Defense Secretary Pete Hegseth signed a memorandum on Thursday cutting $5.1 billion in spending on “wasted” contracts at the Pentagon. Screenshot from Pentaton video
April 12 (UPI) — Defense Secretary Pete Hegseth this week signed a memorandum cutting $5.1 billion in consulting contracts at the Pentagon, calling them “wasteful.”
The memo’s subject line Thursday was “Continuing Elimination of Wasteful Spending of the DoD.”
The memo, signed on Thursday, canceled Defense Health Agency contracts for consulting services from Accenture, Deloitte and Booz Allen, among other firms, as well as an Air Force contract with Accenture to resell third-party enterprise cloud IT services.
Specifically, the canceled contracts include $1.8 billion in consulting, $1.4 billion enterprise cloud IT services and a $500 million Navy contract for business process consulting.
Hegseth said the work can be performed by the Pentagon’s civil workforce.
“That’s with a ‘B’ — $5.1 billion in DOD contracts for ancillary things like consulting and other nonessential services,” Hegseth said in a video Thursday from his office at the Pentagon, calling the contracts non-essential spending.
Hegseth directed the DOD chief information officer, in coordination with the Department of Government Efficiency, to prepare a plan within 30 days for how the department will in-source IT consulting and management services to its civilian workforce and negotiate most favorable rates on software and cloud services.
“We need this money to spend on better health care for our warfighters and their families, instead of $500 an hour business process consultant,” he said in a statement announcing the cuts. “That’s a lot of consulting.”

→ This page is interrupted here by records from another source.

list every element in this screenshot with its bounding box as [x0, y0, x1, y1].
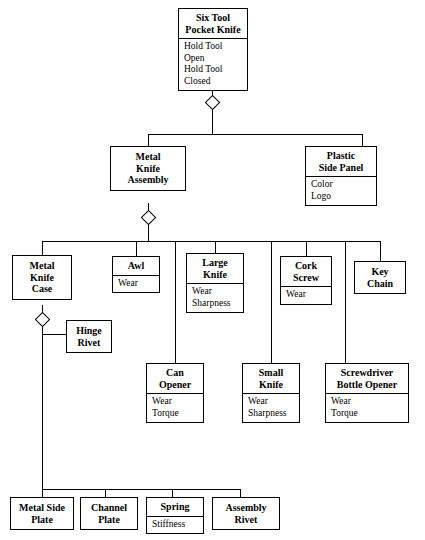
node-metal-knife-assembly[interactable]: Metal Knife Assembly	[110, 146, 186, 191]
connector-root-to-bus	[212, 110, 213, 134]
node-attributes: Hold Tool Open Hold Tool Closed	[179, 38, 247, 90]
node-title: Cork Screw	[281, 257, 331, 286]
attribute-item: Torque	[331, 408, 404, 420]
connector-bus-to-asmrivet	[240, 489, 241, 497]
node-metal-knife-case[interactable]: Metal Knife Case	[12, 255, 72, 300]
connector-metalasm-to-bus	[148, 225, 149, 241]
attribute-item: Wear	[331, 396, 404, 408]
connector-bus-level4	[42, 489, 240, 490]
node-attributes: Wear	[281, 286, 331, 304]
attribute-item: Wear	[286, 289, 327, 301]
node-title: Awl	[113, 257, 159, 275]
connector-bus-level3	[42, 241, 380, 242]
aggregation-diamond-knife-case	[35, 312, 51, 328]
node-title: Metal Knife Case	[13, 256, 71, 299]
attribute-item: Wear	[118, 278, 155, 290]
node-small-knife[interactable]: Small Knife Wear Sharpness	[242, 363, 300, 423]
connector-bus-to-keychain	[380, 241, 381, 261]
aggregation-diamond-metal-assembly	[141, 210, 157, 226]
connector-bus-to-spring	[172, 489, 173, 497]
node-title: Six Tool Pocket Knife	[179, 9, 247, 38]
connector-knifecase-down	[42, 325, 43, 497]
attribute-item: Wear	[192, 286, 239, 298]
node-title: Spring	[147, 498, 203, 516]
node-large-knife[interactable]: Large Knife Wear Sharpness	[186, 253, 244, 313]
connector-bus-to-screwdriver	[345, 241, 346, 363]
diagram-canvas: Six Tool Pocket Knife Hold Tool Open Hol…	[0, 0, 425, 540]
connector-bus-to-smallknife	[271, 241, 272, 363]
connector-bus-to-channelplate	[105, 489, 106, 497]
node-attributes: Color Logo	[306, 176, 376, 205]
connector-bus-to-canopener	[175, 241, 176, 363]
node-title: Screwdriver Bottle Opener	[326, 364, 408, 393]
node-title: Metal Side Plate	[11, 498, 73, 529]
node-hinge-rivet[interactable]: Hinge Rivet	[66, 320, 112, 353]
node-title: Metal Knife Assembly	[111, 147, 185, 190]
attribute-item: Stiffness	[152, 519, 199, 531]
attribute-item: Color	[311, 179, 372, 191]
node-attributes: Wear Sharpness	[187, 283, 243, 312]
attribute-item: Logo	[311, 191, 372, 203]
node-attributes: Wear	[113, 275, 159, 293]
aggregation-diamond-root	[205, 95, 221, 111]
connector-bus-level2	[148, 134, 362, 135]
connector-bus-to-largeknife	[215, 241, 216, 253]
node-title: Small Knife	[243, 364, 299, 393]
node-plastic-side-panel[interactable]: Plastic Side Panel Color Logo	[305, 146, 377, 206]
connector-bus-to-knifecase	[42, 241, 43, 255]
attribute-item: Torque	[152, 408, 199, 420]
node-title: Large Knife	[187, 254, 243, 283]
node-attributes: Wear Torque	[326, 393, 408, 422]
node-metal-side-plate[interactable]: Metal Side Plate	[10, 497, 74, 530]
connector-bus-to-metalasm	[148, 134, 149, 146]
node-screwdriver-bottle-opener[interactable]: Screwdriver Bottle Opener Wear Torque	[325, 363, 409, 423]
node-six-tool-pocket-knife[interactable]: Six Tool Pocket Knife Hold Tool Open Hol…	[178, 8, 248, 91]
node-attributes: Wear Torque	[147, 393, 203, 422]
node-title: Assembly Rivet	[213, 498, 279, 529]
connector-bus-to-corkscrew	[306, 241, 307, 256]
node-attributes: Stiffness	[147, 516, 203, 534]
attribute-item: Wear	[248, 396, 295, 408]
node-attributes: Wear Sharpness	[243, 393, 299, 422]
connector-bus-to-sidepanel	[362, 134, 363, 146]
node-cork-screw[interactable]: Cork Screw Wear	[280, 256, 332, 305]
attribute-item: Wear	[152, 396, 199, 408]
node-title: Hinge Rivet	[67, 321, 111, 352]
attribute-item: Hold Tool Open	[184, 41, 243, 64]
node-channel-plate[interactable]: Channel Plate	[80, 497, 138, 530]
node-can-opener[interactable]: Can Opener Wear Torque	[146, 363, 204, 423]
node-title: Key Chain	[355, 262, 405, 293]
node-title: Channel Plate	[81, 498, 137, 529]
node-title: Can Opener	[147, 364, 203, 393]
connector-bus-to-awl	[136, 241, 137, 256]
node-awl[interactable]: Awl Wear	[112, 256, 160, 293]
attribute-item: Sharpness	[192, 298, 239, 310]
node-key-chain[interactable]: Key Chain	[354, 261, 406, 294]
attribute-item: Hold Tool Closed	[184, 64, 243, 87]
node-spring[interactable]: Spring Stiffness	[146, 497, 204, 534]
node-title: Plastic Side Panel	[306, 147, 376, 176]
node-assembly-rivet[interactable]: Assembly Rivet	[212, 497, 280, 530]
attribute-item: Sharpness	[248, 408, 295, 420]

He also noted cutting a $500 million contract to the Defense Advanced Research Projects Agency for IT help desk services that are “completely duplicative” of services that the Defense Information Systems Agency already provides.
In addition, the Pentagon is cutting 11 contracts related to diversity, equity and inclusion, climate change, the department’s response to the COVID-19 pandemic and related nonessential activities across the DOD.
He also announced pausing $500 million in funding to two universities — Northwestern University and Cornell — that “tolerate antisemitism and support divisive DEI programs.” This is in addition to the $70 million already cut at Columbia, Penn, Brown and Princeton in past weeks.
Hegseth attended Princeton and Harvard.
“We are committed to rooting out DEI — root and branch — throughout this department … I’m going to keep looking,” Hegseth said.
The memo said $4 million can be directed to “re-allocate to our mission-critical priorities to Revive the Warrior Ethos, Rebuild the Military, and Reestablish Deterrence.”
On March 20, he announced $580 million would be cut in programs, contracts and grants.
“If you’re keeping score at home, today’s cuts bring our running total to nearly $6 billion in wasteful spending over the first six weeks of the Department of Government Efficiency effort here at the Defense Department,” Hegseth said.
On Feb. 20, Hegseth first announced that DOGE would be working on cutting excess and refocusing the department’s budget.
“We’re excited to make these cuts on behalf of you, the taxpayer and the warfighters here at the department,” he said.
On March, 29, he directed the Pentagon to reduce its civilian workforce by 5% to 8 percent over the next several months. This would total 50,000 to 60,000 jobs.
This can be done through early retirement and buyouts with full pay and benefits until Sept. 30. Also probationary workers with less than two years on the job have been let go from federal agencies.
A hiring freeze was ordered on Feb. 28 by Hegseth after President Donald Trump issued a broad civilian hiring freeze over most of the federal government on his first day in office on Jan. 20 as part of efforts to slash the size of the government.
In the DoD, there are some exceptions, including 18 classes of jobs. They include teaching positions at Department of Defense Education Activity schools and on-post day care, medical facilities, immigration enforcement, public safety, recruiting and readiness.
There are 2.1 million people working for the Department of Defense, roughly 950,000 of whom are non-uniformed civilians.
Trump has ordered agencies to eliminate wasteful spending and misaligned with president’s priorities. Elon Musk heads DOGE, the temporary agency that has sought to reduce spending through dismantling agencies, such as the U.S. Agency for International Development and the Department of Education.